Quietness and Confidence

In a world obsessed with data, and at a constantly accelerating pace, the idea that to know, we might need to surrender the idea of arriving there through rational means, seems just silly.

Yet this is precisely what I now believe.

The struggle to express the state of being implicit in the opening statement seems similar to me to the struggle I wrote about in Speaking the Language that cannot be Spoken. Yet the fraction of my energy expended at various times in the pursuit of certainty leads me to persist. For I believe imperfect explanations are better than none at all, at least in the case of this subject.


The search has led me to the wisdom literature and so I begin with two quotes:

“In him we live and move and have our being”

St. Paul

“If any man will come after me, let him deny himself, and take up his cross, and follow me. For whosoever will save his life shall lose it: and whosoever will lose his life for my sake shall find it. For what is a man profited, if he shall gain the whole world, and lose his own soul? or what shall a man give in exchange for his soul?”

Jesus

The last quote has admittedly led to huge excesses and is undoubtedly deeply misunderstood because of the stubborness of the human desire to not surrender control. Yet when surrender to the only Power that will not exploit you is finally embraced, you begin to see this last quote as something entirely different, entirely positive — we begin to see it as the beginning of an abundant, thriving life not built on illuision, one not having to hide from pain in order to be characterized by joy, one that reveals the influence of a living water spoken of so long ago to the Samaritan woman at the well.

Yet, in spite of the almost irresistible impulse to identify the above quotes and associated traditions with Christianity (as a religion or whole family of religions), I believe there is very good reason to consider the (subtly different) alternative of seeing them as invitations to a transformed life from those with insights into how the universe actually works.

This will be a distinction lost on those who are certain “spirituality” is some product of natural evolution, an illusion that will pass from the collection of useful things in the future.

But to those who believe there is more than the material world, that the physical is indeed an epiphenomenon of the spiritual, perhaps this slight shift in perspective will enable them to consider the depth and power of the wisdom in those two quotes and the possibility that the ideas, the paths suggested, should be reexamined, separately from the masochistic fetishes which have attached themselves to ideas like those.


Admitting that knowing is never divorced from faith (small f) is the first step to an acknowledgment of the necessity of the “things not seen”, and a step in the direction of acceptance of certainty as something that must be transcendent, beyond the reach of the finite rational process of thinking, yet somehow intimately connected to the mind.

And yet, certainty — confidence, without qualification — is central to the whole fabric of wisdom and the transformed life we are invited to:

“They that wait on the Lord shall renew their quietness and confidence …”

Isaiah

Letting go of the attempts to save ourselves from inner storms that rage when we resist surrender, we find peace and quietness. Certainty finds us, for we rest in Him and His constant stream of life and quietness no longer finds resistance in us. The same virtue that went out from him to heal when He walked among us so long ago, works its miracle in our hearts, bringing stillness and confidence.


Quietness and stillness, then music — the music emerging from a new stillness marks the dawning of a confidence, a certainty we will never mistake for anything but a gift from Him in whom we live and move and have our being.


Only the pictures are to be omitted; every entry beneath should otherwise be duplicated exactly.

###

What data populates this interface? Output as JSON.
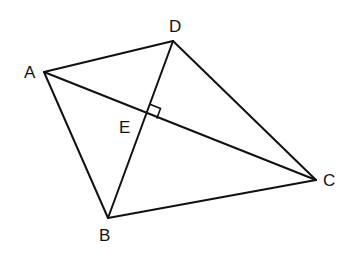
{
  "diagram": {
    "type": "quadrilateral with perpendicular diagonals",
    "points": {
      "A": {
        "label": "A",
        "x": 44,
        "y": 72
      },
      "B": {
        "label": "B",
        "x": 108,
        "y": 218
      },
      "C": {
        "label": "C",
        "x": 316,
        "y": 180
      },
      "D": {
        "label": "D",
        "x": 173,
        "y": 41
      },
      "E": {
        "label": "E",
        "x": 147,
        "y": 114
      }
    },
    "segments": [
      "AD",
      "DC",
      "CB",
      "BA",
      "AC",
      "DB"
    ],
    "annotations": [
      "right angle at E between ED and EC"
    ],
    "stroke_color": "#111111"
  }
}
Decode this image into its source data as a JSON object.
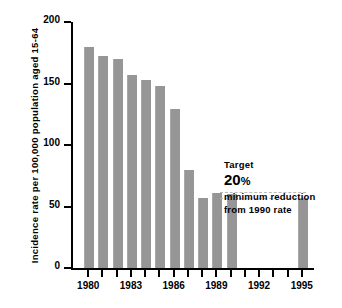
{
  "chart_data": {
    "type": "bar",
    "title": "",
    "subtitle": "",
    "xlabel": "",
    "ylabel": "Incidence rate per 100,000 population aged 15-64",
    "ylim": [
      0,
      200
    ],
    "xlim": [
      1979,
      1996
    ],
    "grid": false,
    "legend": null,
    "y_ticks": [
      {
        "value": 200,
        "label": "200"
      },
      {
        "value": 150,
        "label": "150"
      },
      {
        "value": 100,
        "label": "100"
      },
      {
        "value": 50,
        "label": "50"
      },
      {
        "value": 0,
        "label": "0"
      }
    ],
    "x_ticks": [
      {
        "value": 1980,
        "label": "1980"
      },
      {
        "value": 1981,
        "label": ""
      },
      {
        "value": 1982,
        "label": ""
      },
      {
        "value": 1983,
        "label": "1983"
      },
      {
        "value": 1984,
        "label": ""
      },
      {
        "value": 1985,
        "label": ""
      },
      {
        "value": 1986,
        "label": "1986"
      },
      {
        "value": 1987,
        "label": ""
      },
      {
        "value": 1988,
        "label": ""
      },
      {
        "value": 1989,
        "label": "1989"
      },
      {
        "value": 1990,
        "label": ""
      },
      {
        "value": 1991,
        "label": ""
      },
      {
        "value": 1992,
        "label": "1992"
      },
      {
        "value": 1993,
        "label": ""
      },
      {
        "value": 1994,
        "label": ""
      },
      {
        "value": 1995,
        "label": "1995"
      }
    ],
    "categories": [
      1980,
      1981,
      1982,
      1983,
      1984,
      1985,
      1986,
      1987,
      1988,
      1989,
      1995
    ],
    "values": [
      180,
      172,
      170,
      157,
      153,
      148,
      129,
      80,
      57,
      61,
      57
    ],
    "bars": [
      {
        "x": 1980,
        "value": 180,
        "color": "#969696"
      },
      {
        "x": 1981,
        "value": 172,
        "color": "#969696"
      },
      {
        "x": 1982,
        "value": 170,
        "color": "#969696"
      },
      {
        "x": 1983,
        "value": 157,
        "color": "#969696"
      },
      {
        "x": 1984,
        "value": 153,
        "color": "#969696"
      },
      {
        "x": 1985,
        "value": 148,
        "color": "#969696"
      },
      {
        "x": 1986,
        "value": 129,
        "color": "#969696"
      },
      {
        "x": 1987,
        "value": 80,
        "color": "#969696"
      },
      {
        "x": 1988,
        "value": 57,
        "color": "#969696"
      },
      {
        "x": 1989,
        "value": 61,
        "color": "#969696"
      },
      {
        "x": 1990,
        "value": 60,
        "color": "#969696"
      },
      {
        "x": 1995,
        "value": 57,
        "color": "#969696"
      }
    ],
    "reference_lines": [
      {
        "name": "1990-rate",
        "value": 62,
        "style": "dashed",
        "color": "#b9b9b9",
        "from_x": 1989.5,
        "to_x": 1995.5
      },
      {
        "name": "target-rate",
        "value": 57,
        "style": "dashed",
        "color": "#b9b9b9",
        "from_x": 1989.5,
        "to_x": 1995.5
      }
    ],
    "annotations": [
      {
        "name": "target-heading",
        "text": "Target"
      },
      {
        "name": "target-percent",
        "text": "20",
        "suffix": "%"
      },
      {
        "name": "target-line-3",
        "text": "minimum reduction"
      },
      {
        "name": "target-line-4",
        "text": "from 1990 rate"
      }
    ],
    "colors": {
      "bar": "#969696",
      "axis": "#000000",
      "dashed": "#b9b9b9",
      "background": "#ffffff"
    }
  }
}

###

- _Solution to this task_:
What data populates this interface? Output as JSON.
{
  "diagram": {
    "type": "quadrilateral with perpendicular diagonals",
    "points": {
      "A": {
        "label": "A",
        "x": 44,
        "y": 72
      },
      "B": {
        "label": "B",
        "x": 108,
        "y": 218
      },
      "C": {
        "label": "C",
        "x": 316,
        "y": 180
      },
      "D": {
        "label": "D",
        "x": 173,
        "y": 41
      },
      "E": {
        "label": "E",
        "x": 147,
        "y": 114
      }
    },
    "segments": [
      "AD",
      "DC",
      "CB",
      "BA",
      "AC",
      "DB"
    ],
    "annotations": [
      "right angle at E between ED and EC"
    ],
    "stroke_color": "#111111"
  }
}
Decode this image into its source data as a JSON object.
{
  "chart_data": {
    "type": "bar",
    "title": "",
    "subtitle": "",
    "xlabel": "",
    "ylabel": "Incidence rate per 100,000 population aged 15-64",
    "ylim": [
      0,
      200
    ],
    "xlim": [
      1979,
      1996
    ],
    "grid": false,
    "legend": null,
    "y_ticks": [
      {
        "value": 200,
        "label": "200"
      },
      {
        "value": 150,
        "label": "150"
      },
      {
        "value": 100,
        "label": "100"
      },
      {
        "value": 50,
        "label": "50"
      },
      {
        "value": 0,
        "label": "0"
      }
    ],
    "x_ticks": [
      {
        "value": 1980,
        "label": "1980"
      },
      {
        "value": 1981,
        "label": ""
      },
      {
        "value": 1982,
        "label": ""
      },
      {
        "value": 1983,
        "label": "1983"
      },
      {
        "value": 1984,
        "label": ""
      },
      {
        "value": 1985,
        "label": ""
      },
      {
        "value": 1986,
        "label": "1986"
      },
      {
        "value": 1987,
        "label": ""
      },
      {
        "value": 1988,
        "label": ""
      },
      {
        "value": 1989,
        "label": "1989"
      },
      {
        "value": 1990,
        "label": ""
      },
      {
        "value": 1991,
        "label": ""
      },
      {
        "value": 1992,
        "label": "1992"
      },
      {
        "value": 1993,
        "label": ""
      },
      {
        "value": 1994,
        "label": ""
      },
      {
        "value": 1995,
        "label": "1995"
      }
    ],
    "categories": [
      1980,
      1981,
      1982,
      1983,
      1984,
      1985,
      1986,
      1987,
      1988,
      1989,
      1995
    ],
    "values": [
      180,
      172,
      170,
      157,
      153,
      148,
      129,
      80,
      57,
      61,
      57
    ],
    "bars": [
      {
        "x": 1980,
        "value": 180,
        "color": "#969696"
      },
      {
        "x": 1981,
        "value": 172,
        "color": "#969696"
      },
      {
        "x": 1982,
        "value": 170,
        "color": "#969696"
      },
      {
        "x": 1983,
        "value": 157,
        "color": "#969696"
      },
      {
        "x": 1984,
        "value": 153,
        "color": "#969696"
      },
      {
        "x": 1985,
        "value": 148,
        "color": "#969696"
      },
      {
        "x": 1986,
        "value": 129,
        "color": "#969696"
      },
      {
        "x": 1987,
        "value": 80,
        "color": "#969696"
      },
      {
        "x": 1988,
        "value": 57,
        "color": "#969696"
      },
      {
        "x": 1989,
        "value": 61,
        "color": "#969696"
      },
      {
        "x": 1990,
        "value": 60,
        "color": "#969696"
      },
      {
        "x": 1995,
        "value": 57,
        "color": "#969696"
      }
    ],
    "reference_lines": [
      {
        "name": "1990-rate",
        "value": 62,
        "style": "dashed",
        "color": "#b9b9b9",
        "from_x": 1989.5,
        "to_x": 1995.5
      },
      {
        "name": "target-rate",
        "value": 57,
        "style": "dashed",
        "color": "#b9b9b9",
        "from_x": 1989.5,
        "to_x": 1995.5
      }
    ],
    "annotations": [
      {
        "name": "target-heading",
        "text": "Target"
      },
      {
        "name": "target-percent",
        "text": "20",
        "suffix": "%"
      },
      {
        "name": "target-line-3",
        "text": "minimum reduction"
      },
      {
        "name": "target-line-4",
        "text": "from 1990 rate"
      }
    ],
    "colors": {
      "bar": "#969696",
      "axis": "#000000",
      "dashed": "#b9b9b9",
      "background": "#ffffff"
    }
  }
}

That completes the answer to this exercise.